- Joined
- Oct 16, 1998
- Messages
- 2,395
Alarion:
The problem with extreme testing is scale and range. Taking your corrosion resistance test as the scenario, there are steels that are highly corrosion resistant, those that are pretty corrosion resistant, and those that rust aggressively. A test such as you suggest will give data in hours that it takes a certain blade to rust, but the only really useful information to a user is whether his blade can be neglected completely, a little bit, or not at all. Seat of the pants evaluation can tell you that. In fact, a steel alloy is a steel alloy, and you can get a fair idea about corrosion resistance just based on the steel's composition and reputation and not have to do any testing at all. One knife made out of ATS-34 will perform, very roughly, like another. That will hold true except in cases where there are wide variations in heat treatment, and blade finish, which only goes further to nullify "objective" testing because those variable factors are difficult to standardize or control on actual knives.
The same is true of strength or durability testing. Comparing two blades of the same steel is pretty uninteresting. There are significant differences in edge durability between knives, but generally, a good steel, well heat treated, provides a good cutting tool. There are differences between heat treatments, primarily between factory and hand made blades, but again, seat of the pants evaluation will tell you if a blade edge is holding up to par or not. Testing two D-2 blades and quantifying the edge durability on blade A as 98.754 and the durability on blade B is 98.391 is not important. All you need is a seat of the pants test to be sure that the edge durability is in the high 90's somewhere, where you expect a D-2 edge to be.
I believe that the ultimate differences in performance between premium knives is relatively small. You can quickly learn what the limits of a good knife are, and quickly determine if a given knife is or is not up to snuff. This is why design is so much more important to me than steel type. As long as a maker is using a premium steel that fits the application, and has done enough of his own evaluating to know he is doing a good job of heat treating, then the grind and shape of the knife are much greater factors in the "performance" than anything else, and those are almost impossible to quantify.
The problem with extreme testing is scale and range. Taking your corrosion resistance test as the scenario, there are steels that are highly corrosion resistant, those that are pretty corrosion resistant, and those that rust aggressively. A test such as you suggest will give data in hours that it takes a certain blade to rust, but the only really useful information to a user is whether his blade can be neglected completely, a little bit, or not at all. Seat of the pants evaluation can tell you that. In fact, a steel alloy is a steel alloy, and you can get a fair idea about corrosion resistance just based on the steel's composition and reputation and not have to do any testing at all. One knife made out of ATS-34 will perform, very roughly, like another. That will hold true except in cases where there are wide variations in heat treatment, and blade finish, which only goes further to nullify "objective" testing because those variable factors are difficult to standardize or control on actual knives.
The same is true of strength or durability testing. Comparing two blades of the same steel is pretty uninteresting. There are significant differences in edge durability between knives, but generally, a good steel, well heat treated, provides a good cutting tool. There are differences between heat treatments, primarily between factory and hand made blades, but again, seat of the pants evaluation will tell you if a blade edge is holding up to par or not. Testing two D-2 blades and quantifying the edge durability on blade A as 98.754 and the durability on blade B is 98.391 is not important. All you need is a seat of the pants test to be sure that the edge durability is in the high 90's somewhere, where you expect a D-2 edge to be.
I believe that the ultimate differences in performance between premium knives is relatively small. You can quickly learn what the limits of a good knife are, and quickly determine if a given knife is or is not up to snuff. This is why design is so much more important to me than steel type. As long as a maker is using a premium steel that fits the application, and has done enough of his own evaluating to know he is doing a good job of heat treating, then the grind and shape of the knife are much greater factors in the "performance" than anything else, and those are almost impossible to quantify.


REQUIRED ACTION: Give back only the lines from the one with "I need the location" through the last line of the data, exactly as they appear.
(RECORD EXCERPTS Opens)
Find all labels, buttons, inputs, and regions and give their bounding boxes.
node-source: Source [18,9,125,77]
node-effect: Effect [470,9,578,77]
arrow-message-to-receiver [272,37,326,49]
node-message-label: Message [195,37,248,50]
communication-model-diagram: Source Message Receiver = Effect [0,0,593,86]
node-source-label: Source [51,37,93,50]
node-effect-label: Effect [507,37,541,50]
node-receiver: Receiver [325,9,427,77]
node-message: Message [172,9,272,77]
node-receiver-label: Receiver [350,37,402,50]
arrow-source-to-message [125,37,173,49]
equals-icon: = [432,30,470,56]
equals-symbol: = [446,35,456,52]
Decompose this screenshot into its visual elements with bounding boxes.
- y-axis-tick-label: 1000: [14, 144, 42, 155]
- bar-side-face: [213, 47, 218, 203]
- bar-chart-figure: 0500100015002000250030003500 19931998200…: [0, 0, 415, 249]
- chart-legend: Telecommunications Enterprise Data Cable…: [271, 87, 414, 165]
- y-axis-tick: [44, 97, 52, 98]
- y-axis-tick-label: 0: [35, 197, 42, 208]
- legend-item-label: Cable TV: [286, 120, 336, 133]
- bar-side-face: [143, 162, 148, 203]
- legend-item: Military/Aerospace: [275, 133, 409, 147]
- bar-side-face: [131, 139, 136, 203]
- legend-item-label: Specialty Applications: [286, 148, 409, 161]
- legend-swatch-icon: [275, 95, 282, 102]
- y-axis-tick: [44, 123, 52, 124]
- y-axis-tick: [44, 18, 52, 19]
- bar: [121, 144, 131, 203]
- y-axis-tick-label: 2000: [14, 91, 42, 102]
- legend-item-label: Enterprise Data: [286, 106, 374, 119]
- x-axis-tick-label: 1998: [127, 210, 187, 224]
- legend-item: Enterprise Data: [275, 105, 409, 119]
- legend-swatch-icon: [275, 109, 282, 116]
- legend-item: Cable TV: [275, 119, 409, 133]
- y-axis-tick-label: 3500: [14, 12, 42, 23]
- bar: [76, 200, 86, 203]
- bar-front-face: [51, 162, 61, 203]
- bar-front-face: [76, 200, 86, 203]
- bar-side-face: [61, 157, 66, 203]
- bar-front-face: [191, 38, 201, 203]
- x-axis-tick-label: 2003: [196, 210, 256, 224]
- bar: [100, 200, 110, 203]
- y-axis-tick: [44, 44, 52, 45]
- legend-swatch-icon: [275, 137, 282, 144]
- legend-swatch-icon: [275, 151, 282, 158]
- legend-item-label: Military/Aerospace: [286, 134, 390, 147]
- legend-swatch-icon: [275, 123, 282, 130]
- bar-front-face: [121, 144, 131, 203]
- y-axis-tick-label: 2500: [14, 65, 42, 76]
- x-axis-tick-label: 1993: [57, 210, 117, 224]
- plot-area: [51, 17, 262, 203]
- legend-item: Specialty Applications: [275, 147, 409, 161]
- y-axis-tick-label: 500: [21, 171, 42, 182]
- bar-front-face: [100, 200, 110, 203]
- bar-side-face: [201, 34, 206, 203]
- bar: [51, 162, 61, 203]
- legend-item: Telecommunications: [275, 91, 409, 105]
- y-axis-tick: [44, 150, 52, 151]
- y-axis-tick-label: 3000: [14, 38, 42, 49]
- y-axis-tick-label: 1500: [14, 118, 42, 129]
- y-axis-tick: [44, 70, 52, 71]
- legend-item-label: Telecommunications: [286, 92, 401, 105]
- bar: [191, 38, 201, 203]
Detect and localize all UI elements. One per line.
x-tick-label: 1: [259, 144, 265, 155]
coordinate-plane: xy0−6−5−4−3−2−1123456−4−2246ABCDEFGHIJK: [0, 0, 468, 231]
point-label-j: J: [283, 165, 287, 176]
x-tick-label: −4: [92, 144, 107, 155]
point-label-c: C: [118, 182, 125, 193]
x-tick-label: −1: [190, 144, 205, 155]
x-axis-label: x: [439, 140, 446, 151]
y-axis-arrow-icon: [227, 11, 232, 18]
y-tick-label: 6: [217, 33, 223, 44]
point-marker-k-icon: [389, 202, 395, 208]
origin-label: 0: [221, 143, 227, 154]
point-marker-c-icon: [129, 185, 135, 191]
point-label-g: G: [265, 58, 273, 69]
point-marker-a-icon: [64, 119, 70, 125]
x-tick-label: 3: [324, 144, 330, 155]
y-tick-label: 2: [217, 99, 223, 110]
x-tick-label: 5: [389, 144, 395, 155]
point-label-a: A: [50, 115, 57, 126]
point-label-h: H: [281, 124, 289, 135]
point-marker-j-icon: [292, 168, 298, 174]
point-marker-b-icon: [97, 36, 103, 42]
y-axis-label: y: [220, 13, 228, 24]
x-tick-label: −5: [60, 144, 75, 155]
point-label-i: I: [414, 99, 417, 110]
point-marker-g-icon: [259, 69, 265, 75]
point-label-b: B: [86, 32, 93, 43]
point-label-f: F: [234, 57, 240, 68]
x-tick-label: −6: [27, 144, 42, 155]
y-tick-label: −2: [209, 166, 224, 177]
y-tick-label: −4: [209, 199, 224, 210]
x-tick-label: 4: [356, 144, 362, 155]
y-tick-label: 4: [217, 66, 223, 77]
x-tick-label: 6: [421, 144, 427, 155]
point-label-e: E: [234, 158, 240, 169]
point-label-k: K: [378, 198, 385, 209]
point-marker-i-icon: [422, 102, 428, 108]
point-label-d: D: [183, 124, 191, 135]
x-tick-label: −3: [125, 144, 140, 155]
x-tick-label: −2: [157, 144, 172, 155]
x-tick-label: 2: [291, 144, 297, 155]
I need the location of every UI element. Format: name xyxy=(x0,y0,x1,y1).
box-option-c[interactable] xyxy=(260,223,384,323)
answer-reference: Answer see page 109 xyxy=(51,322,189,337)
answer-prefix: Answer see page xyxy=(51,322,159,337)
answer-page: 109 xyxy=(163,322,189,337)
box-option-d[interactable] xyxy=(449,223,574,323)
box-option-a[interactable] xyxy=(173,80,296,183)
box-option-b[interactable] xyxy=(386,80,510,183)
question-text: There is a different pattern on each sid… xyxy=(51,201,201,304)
(RECORD EXCERPTS Closes)
RESULT OF THE EXERCISE:
I need the location of every UI element. Format: name xyxy=(x0,y0,x1,y1).
box-option-c[interactable] xyxy=(260,223,384,323)
answer-reference: Answer see page 109 xyxy=(51,322,189,337)
answer-prefix: Answer see page xyxy=(51,322,159,337)
answer-page: 109 xyxy=(163,322,189,337)
box-option-d[interactable] xyxy=(449,223,574,323)
box-option-a[interactable] xyxy=(173,80,296,183)
box-option-b[interactable] xyxy=(386,80,510,183)
question-text: There is a different pattern on each sid… xyxy=(51,201,201,304)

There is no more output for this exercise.